‘The Broken Column’ and The Power of Art

The first, and thus far only, time that a painting has brought me to tears I was sitting in bed flicking through Frida Kahlo: Masterpieces of Art, by Julian Beecroft.  As my eyes glided over an image of The Dream (The Bed), 1940 on page 90, and settled on page 91, an unexpected bubble of emotion formed a lump in my throat and a swell in the centre of my chest.

Frida’s stoic, pleading, tired eyes, staring out from the glossy page below, pierced my own – they watched me watching her.  Though brown to my blue I saw something of myself reflected back at me.  A flicker of recognition, of understanding, registered in the pit of my stomach.  A silent communication transcended the rules of time and space, connecting me to a woman I knew only through the pages of books.  Understood only through the medium of oil paint and pencil viewed through the tinted-lens of my own lived experience.

The Broken Column (aka The Shattered Column), 1944. 

Oil on Masonite, 33 x 43 cm (13 x 17 in). 

Museo Dolores Olmedo, Mexico City.

In Frida’s painting I saw her pain.  I felt it.

I felt the unrelenting drain that it is to live with head-to-toe pain – the mental and physical fatigue that accompanies it.  Though our causes differ vastly, I knew the imagery.  I knew the metal nails, I knew the restrictive straps, I knew the altered sensations.  The Broken Column could be as much a depiction of multiple sclerosis as it is of Frida’s own impairments.

But it is a painting about so much more than physical suffering.

In the shattering stone of her spine I felt her fear.  Her fear at the continual disintegration of her body.  My fear.  My body.  My shattering stone spine.

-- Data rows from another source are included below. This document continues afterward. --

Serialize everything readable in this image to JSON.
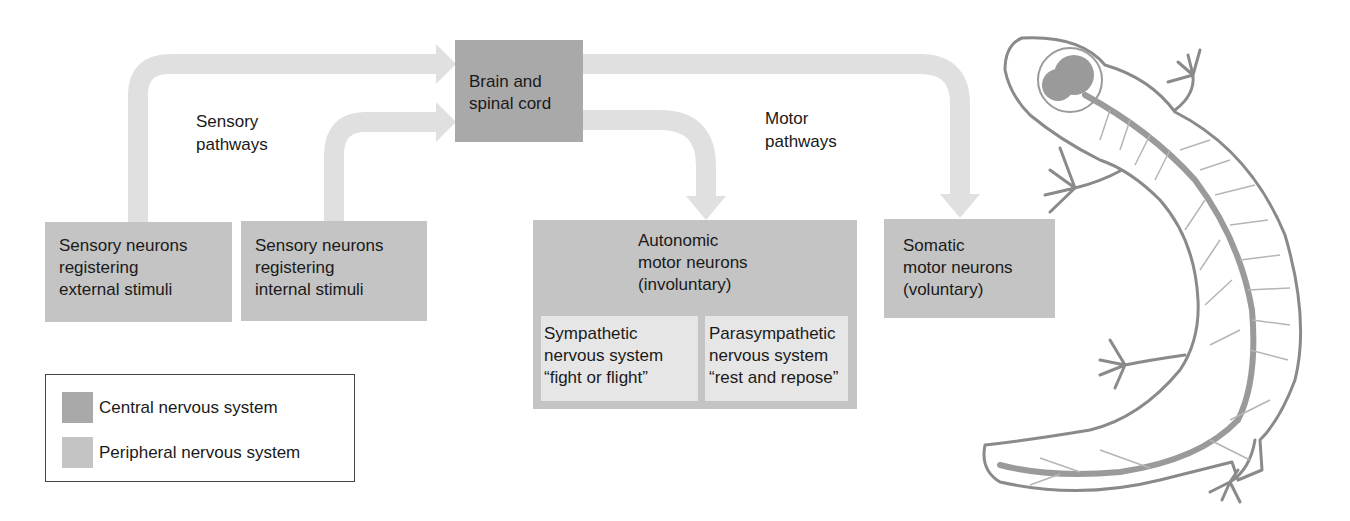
{
  "diagram": {
    "central": {
      "label_lines": [
        "Brain and",
        "spinal cord"
      ]
    },
    "sensory_pathways_label": [
      "Sensory",
      "pathways"
    ],
    "motor_pathways_label": [
      "Motor",
      "pathways"
    ],
    "sensory_external": {
      "label_lines": [
        "Sensory neurons",
        "registering",
        "external stimuli"
      ]
    },
    "sensory_internal": {
      "label_lines": [
        "Sensory neurons",
        "registering",
        "internal stimuli"
      ]
    },
    "autonomic": {
      "label_lines": [
        "Autonomic",
        "motor neurons",
        "(involuntary)"
      ],
      "sympathetic": {
        "label_lines": [
          "Sympathetic",
          "nervous system",
          "“fight or flight”"
        ]
      },
      "parasympathetic": {
        "label_lines": [
          "Parasympathetic",
          "nervous system",
          "“rest and repose”"
        ]
      }
    },
    "somatic": {
      "label_lines": [
        "Somatic",
        "motor neurons",
        "(voluntary)"
      ]
    },
    "illustration": {
      "subject": "salamander-nervous-system"
    }
  },
  "legend": {
    "items": [
      {
        "label": "Central nervous system",
        "color": "#a9a9a9"
      },
      {
        "label": "Peripheral nervous system",
        "color": "#c4c4c4"
      }
    ]
  },
  "colors": {
    "cns": "#a9a9a9",
    "pns": "#c4c4c4",
    "arrow": "#e0e0e0",
    "subdivision": "#e6e6e6"
  }
}
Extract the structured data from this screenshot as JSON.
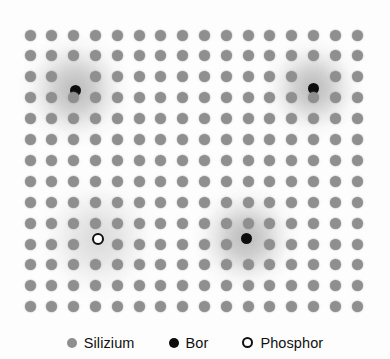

In the tears falling from her deep eyes I felt her sorrow.  I felt her grief for the life that was never truly hers – despite all of her greatness. The life filled with prospect that was taken from her in a teenage accident, just as mine was set upon a new path with a teenage diagnosis. I felt her heartache for the loss of how much more she could have had, could have been. 

Could be.

My sorrow.  My grief.  My heartache.

In the visual contrast between the beauty of Frida’s body, and the violent violation of her injury ripping through her centre, I understood the conflict I feel towards my own body.  I saw, for the first time, through the eyes of another, that my relationship with myself doesn’t have to be either or.  That beauty and vibrancy and life can co-exist alongside destruction, and pain, and illness.

And in her steadfast stare and upright posture I felt her strength, her defiance.  Her courage.  Her hunger for life. 

I cried for close to an hour as I sat with the image of this painting on my lap, tracing it softly with my finger.  Waves of alternating emotions washing over me, accelerated in turn by grief, strength, power, and pain.

Frida sought to make sense of her reality by painting it, and through her endeavour I found my own solace.  But more than that, I found connection.  Compassion.  Understanding.  Separated by seventy-seven years and over five-thousand miles. 

It is of great comfort to know that no matter how lonely and isolated our lives may feel at times, no matter how distant, there are threads of human experience that bind us all.  Across continents, and eras, and external experience.

A print of The Broken Column now hangs in our bedroom, alongside the contrasting colour of The Frame; another of Frida’s self-portraits. I can see it reflected in the mirror opposite as I write this post from bed; a parallel with Frida – who created much of her own art from bed – that is not lost on me.

Through my rediscovery of Frida I felt the full force of the power of art for the first time. 

Or, more specifically, the power of painting.